Are lawyers ready to leave their comfort zones to set the world’s infrastructure projects on the right track?

by Martin Harman

I have just returned from a family holiday in India, our first visit together although I am a frequent business traveller there. Apart from the beauty and vibrancy of the country and its people, what struck me most was that when travelling on business one is so very removed from the real life of the people of the country. I spend a large part of my time working as an international legal counsel to Indian law firms and Indian corporates who are at the forefront of the delivery of India’s infrastructure vision, a vision that requires, as just one example, the delivery of 20 kilometres of road every day over the next few years. For the business traveller, whose main transport experience is a journey from hotel to office, the scale of the infrastructure deficit begins to come into focus but as a tourist traveller, it looms extremely large.

Over the last 10 days I spent some 23 hours travelling by road, at an average speed of less than 30 kilometers per hour and some 11 hours travelling by train. These journeys captured for me, with great clarity, the size and nature of the challenge facing those who are to deliver the Indian infrastructure vision which is central to the ability of India to assume its much heralded position as a world economic superpower. It is clear to me that its successful delivery will require a radical re evaluation of how such massive projects are procured and managed and that got me thinking about the role of lawyers in that process. Will we be in the vanguard of change or will we provide passive opposition in the search for the retention of that which is familiar?

The infrastructure packages which many of the governments of the World have announced as part of their fiscal stimuli measures to beat the recession, provide lawyers with an almost once in a lifetime opportunity to demonstrate their ability to be facilitators of change. We have the potential to play a major role from the very inception of these projects and a strong guiding hand through to their successful conclusion. With vision and innovation, uncluttered by familiar environments with which we are comfortable, lawyers can be a major force in guiding countries such as India to achieve their development visions. Equally, however, lawyers have the ability to frustrate, obscure and delay those visions. Which route will be followed? It is our choice.

A major element of any infrastructure challenge is risk, its inherent unpredictability and its potential to cause huge disruption. If lawyers approach their contract drafting in the traditional manner of seeking to pass risk away from their client rather than identifying the risk, carefully evaluating it and then sharing it with those who may best be able to manage it, problems will be caused. There will need to be a bold move away by lawyers from their comfort zone, to give clients guidance, as opposed to advice which the lawyers think their clients might want to hear.

It would be unrealistic to suppose that however well run these contracts are and however well drafted their terms may be, no disputes will arise. Disputes are almost inevitable and if lawyers remain in their comfort zone of arbitration or litigation, then such disputes will become entrenched and will threaten projects with delays, suspensions and increased costs and will undermine the entire infrastructure programme and the very realisation of the country’s vision.

Efforts should therefore be made to identify innovative forms of dispute resolution, perhaps borrowing and adapting for the domestic market, the UK experience of adjudication. Perfect it may not be, but its ability to provide a form of justice sufficient to allow projects to continue, to remove the poison of disputes which would otherwise continue to fester until project end and also to provide a voice for the party who feels aggrieved, cannot be over estimated. Lawyers should influence and guide their clients to adapt dispute resolution procedures which are fit for purpose and not seek to find refuge in what is comfortable and familiar. Moreover, lawyers must at all costs avoid grudging acceptance of any light, flexible dispute resolution procedures only to frustrate the main objective by cloaking the process with the familiar heavy and inflexible trappings of arbitration and litigation, with which they are comfortable.

We lawyers have the ability to play a major formative role in facilitating the effective, economic and timely delivery of major infrastructure projects and thus provide the much needed anti-recessionary stimulus. To do this we need to be at the very centre of the procurement strategy and the dispute resolution with an approach which is bold and combines innovation with simplicity and vision with authority. Otherwise my fear is that when I next take my family on a visit to India in a few years time I will be continuing to drive at 30 kilometres an hour along the major trunk roads and the people of India will have been denied the benefits which they could be enjoying. We have the opportunity to make a positive difference, let us embrace it.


▶ _What is expected_
Do any lines in the data below contain "right"? If so, copy every one of them.
Data for processing START
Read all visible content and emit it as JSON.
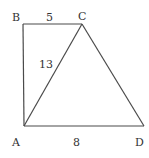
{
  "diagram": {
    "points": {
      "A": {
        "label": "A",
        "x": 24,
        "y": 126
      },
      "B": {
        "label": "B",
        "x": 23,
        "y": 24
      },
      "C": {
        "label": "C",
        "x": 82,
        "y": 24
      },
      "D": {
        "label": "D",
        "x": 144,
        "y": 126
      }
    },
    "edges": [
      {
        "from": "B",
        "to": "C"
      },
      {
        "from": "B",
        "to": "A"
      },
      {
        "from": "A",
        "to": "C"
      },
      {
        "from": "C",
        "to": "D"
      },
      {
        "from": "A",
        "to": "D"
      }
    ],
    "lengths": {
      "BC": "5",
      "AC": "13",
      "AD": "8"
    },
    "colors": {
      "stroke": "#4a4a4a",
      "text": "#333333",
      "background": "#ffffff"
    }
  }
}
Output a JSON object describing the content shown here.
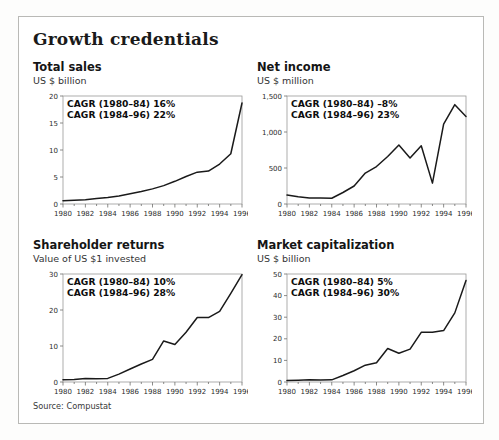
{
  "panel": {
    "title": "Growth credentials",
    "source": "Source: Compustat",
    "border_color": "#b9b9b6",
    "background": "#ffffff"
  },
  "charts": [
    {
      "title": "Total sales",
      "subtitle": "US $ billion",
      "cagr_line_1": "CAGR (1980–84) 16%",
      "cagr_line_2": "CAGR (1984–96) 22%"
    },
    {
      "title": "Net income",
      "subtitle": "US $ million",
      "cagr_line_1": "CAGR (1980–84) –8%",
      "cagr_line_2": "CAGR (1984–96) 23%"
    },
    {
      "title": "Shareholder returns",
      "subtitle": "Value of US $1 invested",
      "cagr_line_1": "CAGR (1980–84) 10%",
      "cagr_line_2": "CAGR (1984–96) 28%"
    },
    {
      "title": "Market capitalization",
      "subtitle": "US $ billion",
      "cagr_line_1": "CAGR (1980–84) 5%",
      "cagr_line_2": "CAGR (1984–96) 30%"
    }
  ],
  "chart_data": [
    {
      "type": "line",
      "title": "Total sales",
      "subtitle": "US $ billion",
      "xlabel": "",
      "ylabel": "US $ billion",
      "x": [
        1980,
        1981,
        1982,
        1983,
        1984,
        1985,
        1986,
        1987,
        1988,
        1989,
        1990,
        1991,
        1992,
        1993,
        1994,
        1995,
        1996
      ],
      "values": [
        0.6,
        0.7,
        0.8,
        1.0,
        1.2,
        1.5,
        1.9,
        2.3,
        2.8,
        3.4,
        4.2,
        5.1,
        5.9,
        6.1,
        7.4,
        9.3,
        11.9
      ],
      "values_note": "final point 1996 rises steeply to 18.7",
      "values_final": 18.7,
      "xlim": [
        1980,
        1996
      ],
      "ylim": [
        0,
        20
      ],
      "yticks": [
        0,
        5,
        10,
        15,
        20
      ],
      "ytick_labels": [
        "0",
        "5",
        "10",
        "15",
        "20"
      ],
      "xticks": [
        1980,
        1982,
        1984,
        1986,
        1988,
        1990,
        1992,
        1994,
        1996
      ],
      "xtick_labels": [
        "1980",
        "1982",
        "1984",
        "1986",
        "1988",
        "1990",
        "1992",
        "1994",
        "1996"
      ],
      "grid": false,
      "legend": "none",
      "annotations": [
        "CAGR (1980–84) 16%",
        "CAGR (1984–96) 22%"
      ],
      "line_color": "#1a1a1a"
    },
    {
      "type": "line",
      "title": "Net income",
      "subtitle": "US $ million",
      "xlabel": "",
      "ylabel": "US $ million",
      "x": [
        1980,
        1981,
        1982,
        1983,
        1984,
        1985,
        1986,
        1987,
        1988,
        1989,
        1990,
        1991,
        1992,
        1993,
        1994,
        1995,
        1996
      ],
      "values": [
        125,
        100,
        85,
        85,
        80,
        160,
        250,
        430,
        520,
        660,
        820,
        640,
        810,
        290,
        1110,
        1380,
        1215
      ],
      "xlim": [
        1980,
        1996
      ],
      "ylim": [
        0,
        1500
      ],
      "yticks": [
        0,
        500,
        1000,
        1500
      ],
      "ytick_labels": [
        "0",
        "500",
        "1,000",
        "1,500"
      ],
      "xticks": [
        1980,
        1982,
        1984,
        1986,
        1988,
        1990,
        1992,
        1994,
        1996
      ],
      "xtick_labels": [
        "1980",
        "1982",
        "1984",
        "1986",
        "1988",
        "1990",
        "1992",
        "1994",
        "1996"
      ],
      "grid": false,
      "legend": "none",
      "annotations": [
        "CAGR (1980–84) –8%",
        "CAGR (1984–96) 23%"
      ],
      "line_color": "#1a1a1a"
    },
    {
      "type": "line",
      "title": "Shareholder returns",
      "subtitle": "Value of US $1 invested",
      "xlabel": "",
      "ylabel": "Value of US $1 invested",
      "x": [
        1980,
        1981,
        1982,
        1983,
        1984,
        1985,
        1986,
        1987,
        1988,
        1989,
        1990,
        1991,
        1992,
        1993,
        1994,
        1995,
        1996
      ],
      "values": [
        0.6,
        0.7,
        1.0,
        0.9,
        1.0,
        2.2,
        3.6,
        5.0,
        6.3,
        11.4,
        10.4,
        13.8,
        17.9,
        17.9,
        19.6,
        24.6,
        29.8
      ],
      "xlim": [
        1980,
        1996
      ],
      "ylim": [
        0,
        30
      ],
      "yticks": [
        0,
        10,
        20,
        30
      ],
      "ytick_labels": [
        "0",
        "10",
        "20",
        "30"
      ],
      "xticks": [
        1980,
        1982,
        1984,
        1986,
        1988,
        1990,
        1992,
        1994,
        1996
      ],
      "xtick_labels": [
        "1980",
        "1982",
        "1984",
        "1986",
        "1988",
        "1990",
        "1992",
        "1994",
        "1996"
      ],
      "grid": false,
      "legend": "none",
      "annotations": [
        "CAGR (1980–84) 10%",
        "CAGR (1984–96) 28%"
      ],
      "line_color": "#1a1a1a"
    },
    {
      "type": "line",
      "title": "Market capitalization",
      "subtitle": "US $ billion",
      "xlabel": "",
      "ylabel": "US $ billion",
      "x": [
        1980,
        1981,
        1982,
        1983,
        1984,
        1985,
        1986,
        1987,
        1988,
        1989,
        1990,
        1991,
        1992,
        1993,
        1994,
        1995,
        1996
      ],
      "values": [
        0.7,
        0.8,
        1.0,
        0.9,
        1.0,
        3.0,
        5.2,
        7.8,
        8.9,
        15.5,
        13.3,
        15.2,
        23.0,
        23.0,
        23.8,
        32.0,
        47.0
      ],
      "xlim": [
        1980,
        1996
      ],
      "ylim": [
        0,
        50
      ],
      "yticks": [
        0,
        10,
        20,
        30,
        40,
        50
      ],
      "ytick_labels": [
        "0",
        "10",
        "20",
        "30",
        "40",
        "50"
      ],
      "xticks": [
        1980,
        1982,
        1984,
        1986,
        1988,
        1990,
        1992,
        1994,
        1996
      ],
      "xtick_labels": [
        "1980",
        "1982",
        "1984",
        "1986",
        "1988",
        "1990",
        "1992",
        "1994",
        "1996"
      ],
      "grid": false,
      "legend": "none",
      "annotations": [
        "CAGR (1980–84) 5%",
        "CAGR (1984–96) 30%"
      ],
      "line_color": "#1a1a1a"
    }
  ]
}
Data for processing END
Data for processing START
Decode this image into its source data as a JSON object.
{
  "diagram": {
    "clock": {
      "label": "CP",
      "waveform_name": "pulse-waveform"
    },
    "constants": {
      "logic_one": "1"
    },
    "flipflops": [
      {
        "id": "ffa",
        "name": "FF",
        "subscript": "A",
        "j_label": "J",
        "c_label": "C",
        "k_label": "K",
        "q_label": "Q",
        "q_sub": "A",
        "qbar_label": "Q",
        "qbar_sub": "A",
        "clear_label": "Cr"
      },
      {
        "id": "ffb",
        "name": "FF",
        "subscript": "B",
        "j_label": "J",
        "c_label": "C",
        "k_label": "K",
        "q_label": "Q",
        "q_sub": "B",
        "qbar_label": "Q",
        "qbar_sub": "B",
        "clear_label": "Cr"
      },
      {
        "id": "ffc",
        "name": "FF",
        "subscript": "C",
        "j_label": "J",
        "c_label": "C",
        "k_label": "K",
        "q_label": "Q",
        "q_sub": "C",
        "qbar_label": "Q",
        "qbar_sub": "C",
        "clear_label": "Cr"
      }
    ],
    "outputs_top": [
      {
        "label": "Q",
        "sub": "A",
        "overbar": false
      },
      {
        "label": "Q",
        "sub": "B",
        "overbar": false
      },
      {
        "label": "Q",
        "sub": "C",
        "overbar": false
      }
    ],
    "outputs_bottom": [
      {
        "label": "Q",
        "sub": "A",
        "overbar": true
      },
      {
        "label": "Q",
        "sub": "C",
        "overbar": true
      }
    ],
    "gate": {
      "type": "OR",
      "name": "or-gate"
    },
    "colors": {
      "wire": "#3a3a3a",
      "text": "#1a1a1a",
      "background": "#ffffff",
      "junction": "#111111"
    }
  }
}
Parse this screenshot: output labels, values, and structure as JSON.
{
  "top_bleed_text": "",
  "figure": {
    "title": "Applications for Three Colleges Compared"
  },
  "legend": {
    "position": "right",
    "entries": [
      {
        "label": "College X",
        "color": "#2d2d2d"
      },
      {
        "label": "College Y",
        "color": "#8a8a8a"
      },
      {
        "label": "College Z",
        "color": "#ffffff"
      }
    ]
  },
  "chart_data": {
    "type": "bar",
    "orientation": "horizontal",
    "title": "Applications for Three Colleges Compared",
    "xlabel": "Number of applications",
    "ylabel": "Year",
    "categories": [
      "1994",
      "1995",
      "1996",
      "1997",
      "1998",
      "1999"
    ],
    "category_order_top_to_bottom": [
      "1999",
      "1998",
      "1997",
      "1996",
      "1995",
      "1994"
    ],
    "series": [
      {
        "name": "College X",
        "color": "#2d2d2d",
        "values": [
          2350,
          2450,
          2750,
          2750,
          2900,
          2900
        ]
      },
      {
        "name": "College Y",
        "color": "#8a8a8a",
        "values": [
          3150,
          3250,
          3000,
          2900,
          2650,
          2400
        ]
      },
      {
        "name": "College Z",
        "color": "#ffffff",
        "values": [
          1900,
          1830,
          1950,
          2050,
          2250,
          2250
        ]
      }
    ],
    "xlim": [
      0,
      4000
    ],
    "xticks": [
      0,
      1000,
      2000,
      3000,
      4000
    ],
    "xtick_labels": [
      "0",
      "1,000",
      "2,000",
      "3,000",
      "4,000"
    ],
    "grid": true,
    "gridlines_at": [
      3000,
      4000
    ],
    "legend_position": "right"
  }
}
Data for processing END
▶ _Solution for this problem_
    "position": "right",
    "legend_position": "right"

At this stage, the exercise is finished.